I am often unsure what to make of T.C. Boyle pieces, because I sense axes grinding in the background. But the writing and execution are generally excellent, and "Cold Summer" followed that pattern. It's a decidedly complex piece, which I admired.
My favorite piece is "The Case of the Missing Liver" by Ahmed Naji.
It is perhaps unfair to judge an excerpt the way one would judge a complete piece, but I actively disliked Dewitt & Gridneff's Your Name Here, even though it felt like it should be my cup of joe.
And what cost this volume a star was the two other pieces that didn't work for me at all, at all. That's more misses than I usually experience in McSweeneyopolis, but I still enjoyed the issue nonetheless.
Am I writing the first review of this?
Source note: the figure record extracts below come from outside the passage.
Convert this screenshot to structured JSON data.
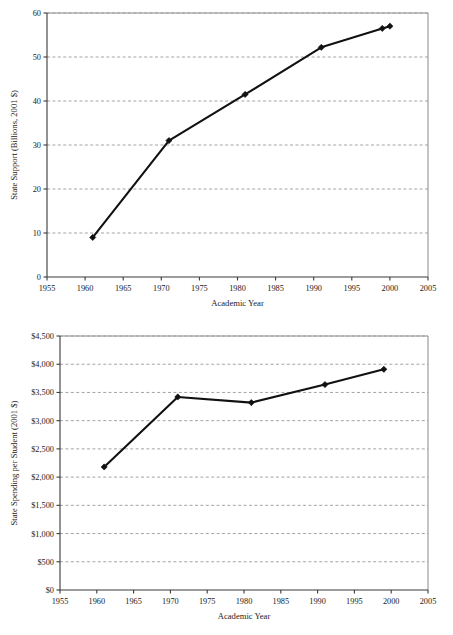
{
  "document": {
    "kind": "two-panel-line-figure",
    "background_color": "#ffffff",
    "ink_color": "#111111",
    "grid_color": "#9a9a9a"
  },
  "chart_data": [
    {
      "id": "state-support-total",
      "type": "line",
      "title": "",
      "xlabel": "Academic Year",
      "ylabel": "State Support (Billions, 2001 $)",
      "xlim": [
        1955,
        2005
      ],
      "ylim": [
        0,
        60
      ],
      "xticks": [
        1955,
        1960,
        1965,
        1970,
        1975,
        1980,
        1985,
        1990,
        1995,
        2000,
        2005
      ],
      "xtick_labels": [
        "1955",
        "1960",
        "1965",
        "1970",
        "1975",
        "1980",
        "1985",
        "1990",
        "1995",
        "2000",
        "2005"
      ],
      "yticks": [
        0,
        10,
        20,
        30,
        40,
        50,
        60
      ],
      "ytick_labels": [
        "0",
        "10",
        "20",
        "30",
        "40",
        "50",
        "60"
      ],
      "grid": "horizontal-dashed",
      "legend": "none",
      "marker": "diamond",
      "x": [
        1961,
        1971,
        1981,
        1991,
        1999,
        2000
      ],
      "values": [
        9.0,
        31.0,
        41.5,
        52.2,
        56.5,
        57.0
      ],
      "point_labels": [
        "1961",
        "1971",
        "1981",
        "1991",
        "1999",
        "2000"
      ]
    },
    {
      "id": "state-spending-per-student",
      "type": "line",
      "title": "",
      "xlabel": "Academic Year",
      "ylabel": "State Spending per Student (2001 $)",
      "xlim": [
        1955,
        2005
      ],
      "ylim": [
        0,
        4500
      ],
      "xticks": [
        1955,
        1960,
        1965,
        1970,
        1975,
        1980,
        1985,
        1990,
        1995,
        2000,
        2005
      ],
      "xtick_labels": [
        "1955",
        "1960",
        "1965",
        "1970",
        "1975",
        "1980",
        "1985",
        "1990",
        "1995",
        "2000",
        "2005"
      ],
      "yticks": [
        0,
        500,
        1000,
        1500,
        2000,
        2500,
        3000,
        3500,
        4000,
        4500
      ],
      "ytick_labels": [
        "$0",
        "$500",
        "$1,000",
        "$1,500",
        "$2,000",
        "$2,500",
        "$3,000",
        "$3,500",
        "$4,000",
        "$4,500"
      ],
      "grid": "horizontal-dashed",
      "legend": "none",
      "marker": "diamond",
      "x": [
        1961,
        1971,
        1981,
        1991,
        1999
      ],
      "values": [
        2180,
        3420,
        3320,
        3640,
        3910
      ],
      "point_labels": [
        "1961",
        "1971",
        "1981",
        "1991",
        "1999"
      ]
    }
  ]
}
Ok I am a fan of these quarterly books which are always of a different design and shape and I always wonder, how can they follow up on this gorgeous design? And somehow they always do. This issue had an embroidered cover spine and back cover, done! Just wow, beautiful to hold and gaze upon, why not judge a book by its cover? So the stories inside, for me, are always page turners. New fiction by talented authors. I’m not going to review each story, read it yourself! Thank you McSweenys for always outdoing yourselves and sending me such beautiful books and writing.
This is your quarterly reminder to subscribe to literary magazines that go out of their way to make incredible art and feature incredible writers, especially if they highlight TC Boyle on a regular basis.
Receiving my McSweeney’s quarterly is always a treat, but opening this beautifully embroidered volume was extra special. The short story by T.C. Boyle is a standout.
My favorite literary quaterly review has reached issue number 79! Although McSweeney's Quarterly Corned is usually above par this issue was a little dull. Unfortunately there was only one really good story that I have to mention: Cold Summer by T.C. Boyle. So, the second issue in a row that was mediocre. Hope the next one improves!